My goodness, Susan thought as she smiled at Lady Bushnell and escaped to the safety of the kitchen. The Skerlongs and David looked up from the table, where they were eating. She delivered Lady Bushnell’s luncheon request, and the housekeeper’s eyes widened in surprise.
“She never eats in the breakfast room anymore,” Mrs. Skerlong said, getting up to prepare Lady Bushnell’s luncheon.
Susan sank down at the table, leaning on her elbows in a way that would have sent Aunt Louisa up into the boughs. “She says I have positively energized her,” she confided in a mournful tone. “We are to practice every morning.” She remembered herself then and straightened up, smoothing her hair back into its customary lines and replacing the pins. “David, Lady Bushnell has made me her project!” she wailed.
He laughed and pushed a bowl of stew in front of her. “Whatever possessed you to start playing in the first place?” he asked, handing her a spoon.
“The silliest thing!” she admitted. “My letter from Mr. Steinman told me of a possible opening as a governess to young girls that he thought I might be suited for, if it should develop. I thought to practice to see if I had enough proficiency to teach children.” She ate a few bites then put down the spoon. “I am an idiot.”
“No, you’re not,” David disagreed, his smile replaced by a frown. “A new position, eh?”
She nodded. “He said it may come to nothing, but he wanted to see if I was interested. And I am, of course, considering how little headway I have been making with Lady Bushnell. Until now!” She sighed and began to eat again.
“You’ve written him?” David asked after Mrs. Skerlong left with the luncheon tray and Cora followed with a teapot. His tone was casual, with just enough of an edge to it to make her look at him in surprise, and then hope he hadn’t noticed.
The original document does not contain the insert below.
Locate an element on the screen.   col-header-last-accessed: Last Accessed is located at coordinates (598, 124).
“Actually, no, I haven’t,” she replied, surprised at herself all over again. “And I really don’t know why not. Perhaps I would miss the Waterloo strain too much, and dirt under my nails.” Impulsively, she reached out to touch his arm as it lay on the table, but stopped herself in time. “I think your succession house is the sanest place in England.”
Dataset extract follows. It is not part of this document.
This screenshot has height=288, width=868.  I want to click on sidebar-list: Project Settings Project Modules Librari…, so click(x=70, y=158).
He nodded, his eyes bright. “It is. I sit there at the drafting table and dream about covering England with the Waterloo strain, and other seed improvements of my engineering.” He looked embarrassed. “Pretty ambitious for a lying Welsh sneak thief.”
She thought of her own moments at the drafting table, watching the wheat in parallel rows in front of her. “Anything’s possible, I think, if one sits at that table long enough,” she said mildly, then frowned at him. “See here, sir, you are not a sneak thief! Those days are long over.”
“But I am a liar, eh, Susan?” he murmured.
She returned his steady gaze, and thought, unaccountably, of her father. “I wonder if anyone really ever tells the truth, sir,” she said, matching his calmness.
“I am sure I would not dare,” he said enigmatically. He stood up, then reached across the table suddenly to touch her cheek. “Come with me this afternoon to choir practice, Susan,” he said, and it didn’t sound like a mere suggestion. “We’ll deliver Joel’s glove afterward and you’ll see me in action again.” He grinned. “Joel is such a war hero in this part of the Cotswolds!”
And you, sir, what are you? she asked herself as he picked up his coat from the rack and left the kitchen. And most of all, she thought as her hand went to her cheek, why do I care what the bailiff does?